Cloud Computing is Teaching the Car Industry

Transportation is about getting different places within the physical world, while cloud is fundamentally about moving around in the virtual world. Regardless of this different focus, the car can learn much from the cloud.

Transportation is a vast field of industry. The top five car companies bring in more than $822 billion in just one year. Although automotive is enormous, it’s vulnerable to the same technological disruption that is occurring elsewhere. Zipcar, Lyft, and the ultra-popular but much-loathed Uber are changing the way that we get ourselves from place to place.

IT has been in rapid transition just as transportation has.
Looking at the computing transition from physical, legacy systems to cloud architectures shows us the path forward for automotive companies as indicated by these five lessons.

1. Renting is the budget-friendly choice.
In the pre-cloud era (that of the second platform, the common client-server setup), those who rented IT basically expected to pay more and get less. However, as the volume of IT consumers expanded and technology was adjusted to optimize efficiency, renting became the way to go.

“Today’s cloud IT vendors have both the buying power and the operational discipline to minimize the cost to the customer of a unit of data storage or computing power,” says Sapphire Ventures venture capitalist Maxwell Wessel. “[T]he cloud IT vendors are also able to provide incredible variety to their customers without dramatically increasing their costs.”

The same transformation is also starting to happen with automobiles. Just like cloud computing vendors, those who offer “pieces” of cars in taxi services and ride-shares want the cost of use to be low so that profit and driver income is maximized. While dealerships don’t cry when cars break down and customers come back to their lots, cloud transportation companies prefer that cars have high fuel-efficiency and receive regular maintenance so that they retain their functionality and value.

Cloud car vendors don’t yet offer nearly the same level of choice as we get on a car lot, but renting is increasingly the savvy financial choice. (Interestingly enough, the same logic – that renting is preferable to buying – holds true for homes, as argued compellingly by attorney and tax specialist Kelly Phillips Erb.)

2. Network externality improves the service.
The scale of the cloud, having many machines available rather than one, increases reliability and speed. The only reason all those machines are available is because other users are joining in – called network externality or network effect (the impact another user has on the value you receive).
In cloud IT, network externality attracts additional users, makes it easier to manage virtual environments, and simplifies recruitment.
This factor drives value for transportation as well – both in terms of convenience and price. “The more Zipcars in your city, the more compelling it is for people to sign up for Zipcar,” says Wessel. In terms of cost, he adds, “[o]nce a ride-sharing company has built meaningful network density, a driver might leave you on one corner and pick up his next rider only a block down the road.”
In both fields, building that network represents a huge competitive advantage.

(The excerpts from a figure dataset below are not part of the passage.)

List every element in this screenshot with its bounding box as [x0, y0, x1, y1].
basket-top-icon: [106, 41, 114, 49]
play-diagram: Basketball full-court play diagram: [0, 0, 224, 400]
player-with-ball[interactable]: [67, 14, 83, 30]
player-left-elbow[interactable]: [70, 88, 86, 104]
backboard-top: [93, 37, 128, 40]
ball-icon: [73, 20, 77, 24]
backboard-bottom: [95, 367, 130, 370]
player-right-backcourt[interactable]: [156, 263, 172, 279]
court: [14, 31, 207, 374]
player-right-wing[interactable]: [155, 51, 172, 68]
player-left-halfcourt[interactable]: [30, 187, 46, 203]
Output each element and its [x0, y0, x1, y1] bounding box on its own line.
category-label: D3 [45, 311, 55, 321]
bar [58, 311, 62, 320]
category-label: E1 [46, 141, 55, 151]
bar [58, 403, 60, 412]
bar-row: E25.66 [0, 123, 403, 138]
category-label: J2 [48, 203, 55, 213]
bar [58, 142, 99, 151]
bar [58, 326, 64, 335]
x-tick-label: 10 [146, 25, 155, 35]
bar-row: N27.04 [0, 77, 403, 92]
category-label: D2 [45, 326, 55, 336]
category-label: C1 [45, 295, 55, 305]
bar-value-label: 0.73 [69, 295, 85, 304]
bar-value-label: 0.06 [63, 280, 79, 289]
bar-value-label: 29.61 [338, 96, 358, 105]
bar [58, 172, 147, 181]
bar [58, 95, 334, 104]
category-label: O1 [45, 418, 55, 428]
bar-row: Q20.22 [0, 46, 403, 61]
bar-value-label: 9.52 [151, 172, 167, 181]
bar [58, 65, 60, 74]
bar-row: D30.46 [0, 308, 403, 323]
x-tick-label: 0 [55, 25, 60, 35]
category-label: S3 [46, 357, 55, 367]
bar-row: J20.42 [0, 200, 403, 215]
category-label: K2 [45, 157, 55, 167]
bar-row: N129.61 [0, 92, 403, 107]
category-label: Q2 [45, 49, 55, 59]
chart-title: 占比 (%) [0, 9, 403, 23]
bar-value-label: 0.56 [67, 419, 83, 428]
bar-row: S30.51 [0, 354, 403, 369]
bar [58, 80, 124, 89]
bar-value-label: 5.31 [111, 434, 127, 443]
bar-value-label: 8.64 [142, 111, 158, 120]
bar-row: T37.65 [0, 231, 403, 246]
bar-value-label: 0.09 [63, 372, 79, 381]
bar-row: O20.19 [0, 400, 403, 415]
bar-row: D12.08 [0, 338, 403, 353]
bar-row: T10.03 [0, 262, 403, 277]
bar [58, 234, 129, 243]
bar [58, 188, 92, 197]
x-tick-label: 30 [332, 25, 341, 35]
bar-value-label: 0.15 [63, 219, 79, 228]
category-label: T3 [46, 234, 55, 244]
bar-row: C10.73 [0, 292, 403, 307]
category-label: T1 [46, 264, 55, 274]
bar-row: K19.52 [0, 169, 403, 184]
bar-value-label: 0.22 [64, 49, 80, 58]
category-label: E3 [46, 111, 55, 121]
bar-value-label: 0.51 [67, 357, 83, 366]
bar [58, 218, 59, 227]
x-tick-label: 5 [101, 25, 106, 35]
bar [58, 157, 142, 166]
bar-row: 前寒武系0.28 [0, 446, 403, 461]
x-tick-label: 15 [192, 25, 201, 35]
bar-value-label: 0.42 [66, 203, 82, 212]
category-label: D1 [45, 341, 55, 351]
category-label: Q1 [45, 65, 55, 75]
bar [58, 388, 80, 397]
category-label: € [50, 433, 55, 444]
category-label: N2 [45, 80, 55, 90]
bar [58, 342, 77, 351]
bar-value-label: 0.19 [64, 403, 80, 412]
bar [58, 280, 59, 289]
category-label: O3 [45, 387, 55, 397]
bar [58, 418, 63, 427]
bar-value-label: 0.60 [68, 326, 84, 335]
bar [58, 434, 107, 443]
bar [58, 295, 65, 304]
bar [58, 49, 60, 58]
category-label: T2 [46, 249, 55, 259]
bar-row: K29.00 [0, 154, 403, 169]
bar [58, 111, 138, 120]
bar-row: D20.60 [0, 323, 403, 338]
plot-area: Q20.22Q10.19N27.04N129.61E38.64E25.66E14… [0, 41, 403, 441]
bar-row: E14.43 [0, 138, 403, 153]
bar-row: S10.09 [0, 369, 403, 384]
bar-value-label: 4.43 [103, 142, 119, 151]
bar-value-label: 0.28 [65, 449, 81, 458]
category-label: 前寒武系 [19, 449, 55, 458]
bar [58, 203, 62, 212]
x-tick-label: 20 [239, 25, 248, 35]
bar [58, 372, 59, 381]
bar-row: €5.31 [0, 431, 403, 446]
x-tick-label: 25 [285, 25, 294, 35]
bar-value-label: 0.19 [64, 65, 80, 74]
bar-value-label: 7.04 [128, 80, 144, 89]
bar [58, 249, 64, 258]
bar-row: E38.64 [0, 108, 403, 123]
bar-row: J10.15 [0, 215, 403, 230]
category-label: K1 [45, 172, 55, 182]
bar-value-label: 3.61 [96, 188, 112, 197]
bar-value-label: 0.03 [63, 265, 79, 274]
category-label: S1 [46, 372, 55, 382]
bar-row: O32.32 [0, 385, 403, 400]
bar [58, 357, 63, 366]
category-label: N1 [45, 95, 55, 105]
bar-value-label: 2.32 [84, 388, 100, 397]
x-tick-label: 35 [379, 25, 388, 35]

3. Established players will have difficulty changing.
It won’t be easy for many suppliers to modify themselves for the new cloud world.
That’s in large part because the nature of the most important customer is changing. Automakers are used to focusing on individual consumers who want to buy high-end cars loaded with features. In the emergent car cloud, the biggest areas of focus will more likely be businesses that are purchasing huge fleets of vehicles. Auto companies will have to adapt to meet completely different needs.

The B2B buyers will “care about extremely minute efficiency gains that even the pickiest individual buyers wouldn’t even notice,” Wessel explains. That will change further as self-driving is legalized. At that point, says Wessel, “they may want cars with very different service models, layouts, and architectures.”

4. Transition will be gradual, with continuing edge cases.
Although cloud computing has been incredibly disruptive in general, it hasn’t been an overnight transition, and edge cases remain.

That’s going to be true with automotive as well. I’ve used ride-sharing myself in Austin, Texas, and Los Angeles, California. When visiting Roswell, New Mexico, though, my girlfriend and I were reliant on taxi services that either didn’t answer the phone or said they’d be there in half an hour. These technologies will take time to radiate out to less populated areas.

Car lovers and the wealthy will surely stick to their guns rather than take a ride with a stranger in a Prius or fuel-efficient minivan. Plus, Wessel adds, “there is nothing in place today to help address the edge needs of those doing things like hauling junk, transporting construction tools, or moving people long distances on a regular basis.”

5. Speed and convenience aren’t just physical.
The most general lesson that cloud computing has to teach any industry is that speed and convenience may end with a physical purchase, but those elements always starts online.

You can optimize speed and convenience by using a cloud provider for your projects that offers Real, True 100% HA cloud computing. Leveraging InfiniBand and legitimate distributed architecture offers MAJOR performance and reliability advantages over our competition.